Its most recent accounts, filed in November, noted that “2020 has seen significant market disruption but cash remains strong”. “Our balance sheet has probably never been stronger,” he says.
Keeping the show going came at a financial cost, however. Pelley is justifiably proud that, after resuming in July, the tour ran uninterrupted for 27 consecutive weeks.
All but four of those weeks were European Tour-run tournaments and 15 of them had to be created from scratch due to other cancellations. The bill ran to “£35m-£40m”, plus almost £5m on making the events Covid-secure – with no ticket or hospitality sales to compensate.
“We had a choice,” he says. “We could have shut it down for three or four months but we said no, we’re going to find a way to play.”
Hopes for 15k fans at BMW PGA Championship
While the UK is slowly reopening society, the picture is very different elsewhere – and it continues to cause obvious problems for a travelling show that visits 24 countries. This week, the Open de France was cancelled with barely a month’s notice.
“2020 was a daunting and difficult year, but 2021 is proving to be potentially even more challenging,” says Pelley, who took up his post in 2015. “One of our greatest advantages is our diversity. That, undeniably, is also our biggest challenge.”
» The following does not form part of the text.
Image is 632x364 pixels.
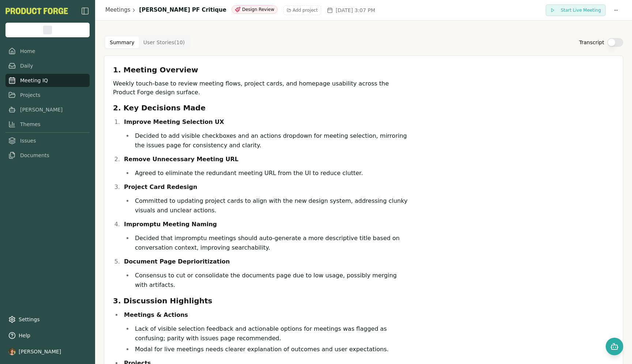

Pelley is optimistic that, by autumn, there will be spectators at European Tour events again, perhaps in time for the tour’s flagship event at Wentworth in early September. “At the BMW PGA Championship I’m really hoping we have a great crowd, 10-15,000.”
He expects a similar number at the Ryder Cup in Wisconsin later that month. “We miss the fans and we’re ready as soon as we get the green light.”
‘We need Plans A, B, C, D and E’
For the rest of this year, Pelley has a simple, pragmatic goal. “It’s safe to say the schedule we’re planning will not be the one we end up playing,” he says.
“But I’m committed to playing every single week on our schedule. That means we need Plans A, B, C, D and E.” Tournaments in nearby locations will be played at similar times of year to minimise travel for players.
After the Masters, Pelley will return to Wentworth. He has often been the only European Tour employee at its headquarters during the pandemic and he is looking forward to a full office again soon. “I miss seeing people,” he says. “It energises you.”
His personal life has also been affected, with much more time at home. “I don’t think I’ve ever played so much Uno.” Being unable to visit his 91-year-old mother has been the biggest struggle, he says.
For now, those 7:45am calls will continue. They always finish with a quote, and Pelley found a recent offering by the European Tour’s chief financial officer particularly resonated. “‘You can’t control the uncontrollable’. And it’s true.”